When he had gone a mile farther he found himself on the main road. The servant said to him, “You know the way from this point on, so I shall go back,” and thus at last the young man reached his home.
He found there an exorcising ceremony in progress. Witches and spirit worshippers had been called and were saying their prayers. The family, seeing the young man come home thus, were all aghast. “It is his ghost,” said they. However, they saw in a little that it was really he himself. The mother asked why he had not come home in all that time. She being a very violent woman in disposition, he did not dare to tell her the truth, so he made up something else. The day of his return was the anniversary of his supposed death, and so they had called the witches for a prayer ceremony. Here he opened the bundle that his wife had given him and found four suits of clothes, one for each season.
In about a year after his return home the mother, seeing him alone, made application for the daughter of one of the village literati. The man, being timid by nature and afraid of offending his mother, did not dare to refuse, and was therefore married; but there was no joy in it, and the two never looked at each other.
The young man had a friend whom he had known intimately from childhood. After his return the friend came to see him frequently, and they used to spend the nights talking together. In their talks the friend inquired why in all these years he had never come home. The young man then told him what had befallen him in the land of the genii, and how he had been there and had been married. The friend looked at him in wonder, for he seemed just as he had remembered him except in the matter of clothing. This he found on examination was of very strange material, neither grass cloth, silk nor cotton, but different from them all, and yet warm and comfortable. When spring came the spring clothes sufficed, when summer came those for summer, and for autumn and winter each special suit. They were never washed, and yet never became soiled; they never wore out, and always looked fresh and new. The friend was greatly astonished.
Some three years passed when one day there came once more a servant from the master of the genii, bringing his two sons. There were also letters, saying, “Next year the place where you dwell will be destroyed and all the people will become ‘fish and meat’ for the enemy, therefore follow this messenger and come, all of you.”
He told his friend of this and showed him his two sons. The friend, when he saw these children that looked like silk and jade, confessed the matter to the mother also. She, too, gladly agreed, and so they sold out and had a great feast for all the people of the town, and then bade farewell. This was the year 1635. They left and were never heard of again.
The year following was the Manchu invasion, when the village where the young man had lived was all destroyed. To this day young and old in Ka-pyong tell this story.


Below, find the line containing "Locate the bounding" and the line containing "Select 'drum' with a bounding box."; reproduce exactly those two and every line between them, omitting pictures.

PROVIDED RECORDS:
#####

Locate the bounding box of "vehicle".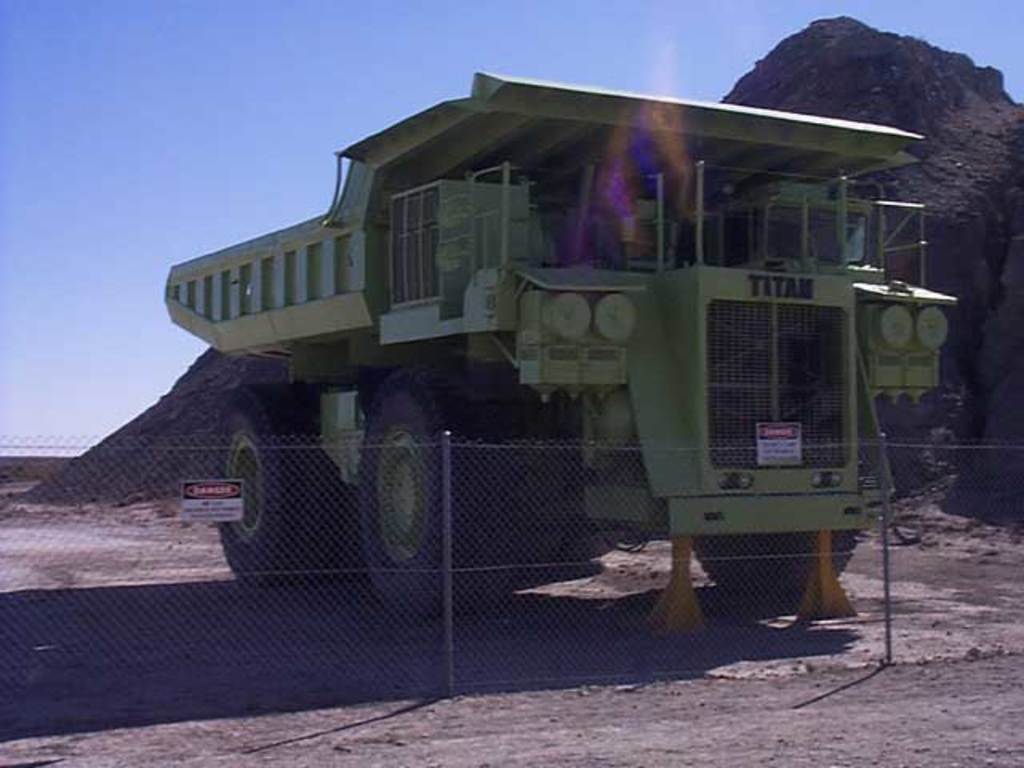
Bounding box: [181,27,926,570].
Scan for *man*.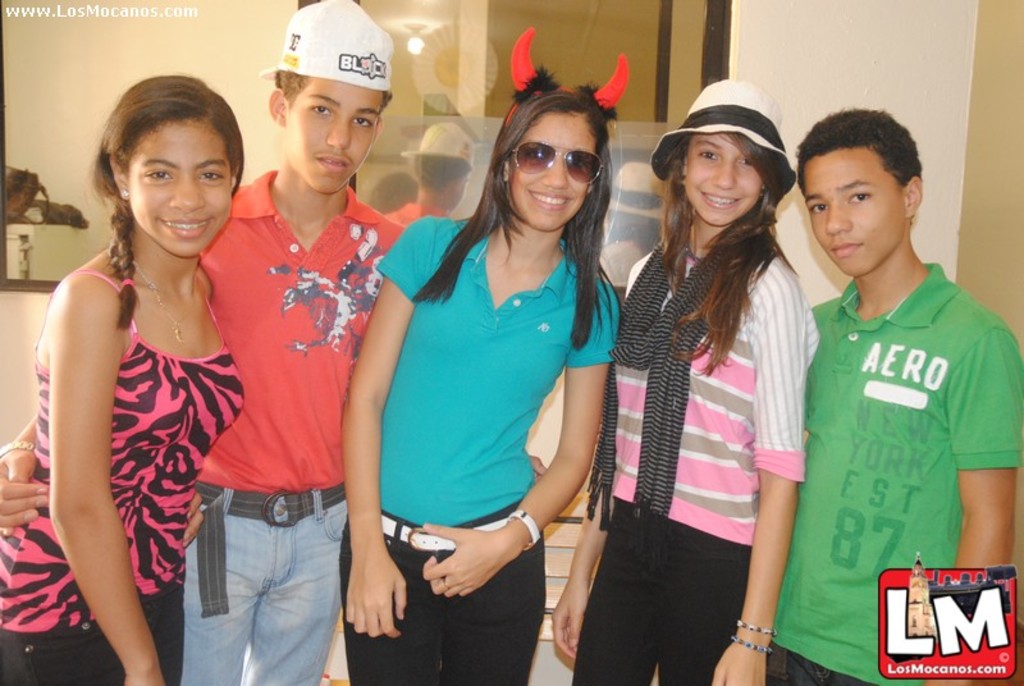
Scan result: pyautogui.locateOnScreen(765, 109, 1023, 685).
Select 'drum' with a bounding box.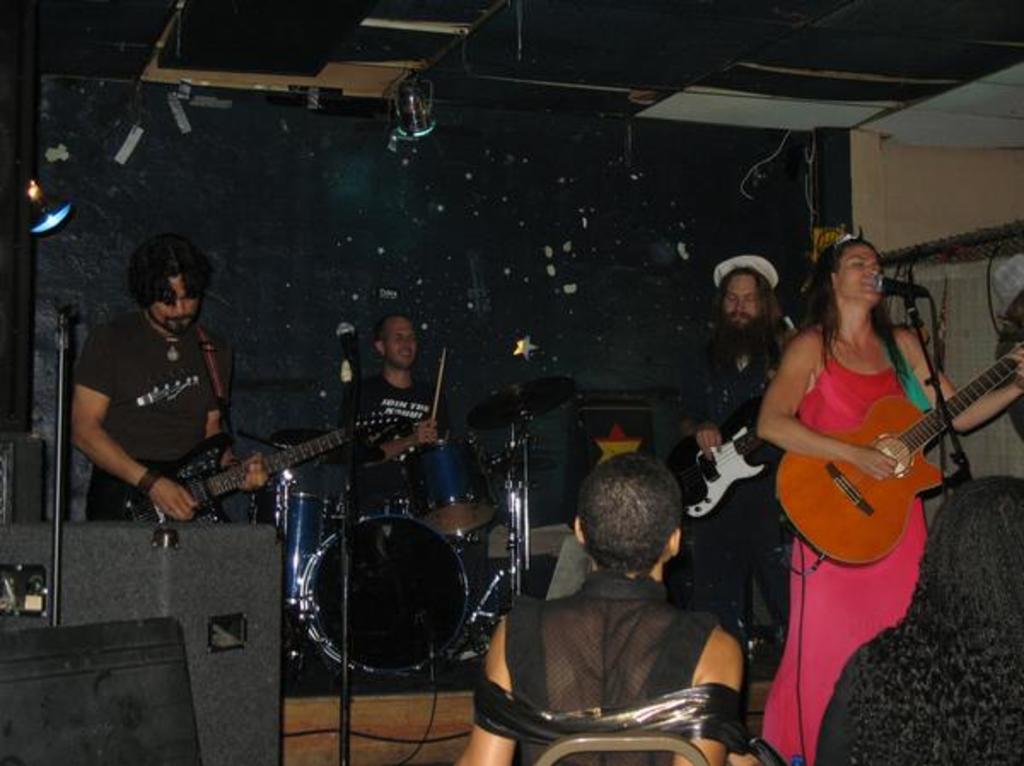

#####

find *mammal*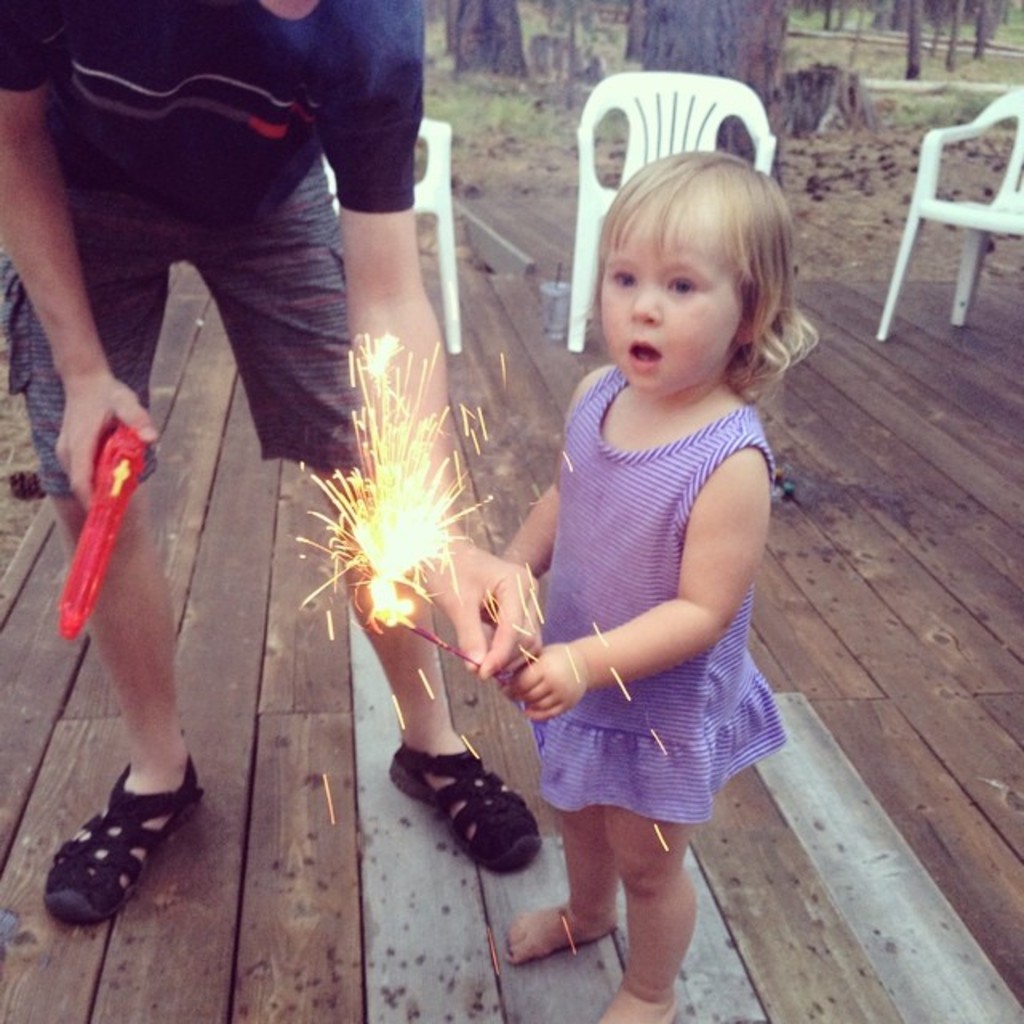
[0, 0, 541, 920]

#####

RESULT BELOW:
Locate the bounding box of "vehicle".
Bounding box: [181,27,926,570].
Scan for *man*.
Scan result: pyautogui.locateOnScreen(765, 109, 1023, 685).
Select 'drum' with a bounding box.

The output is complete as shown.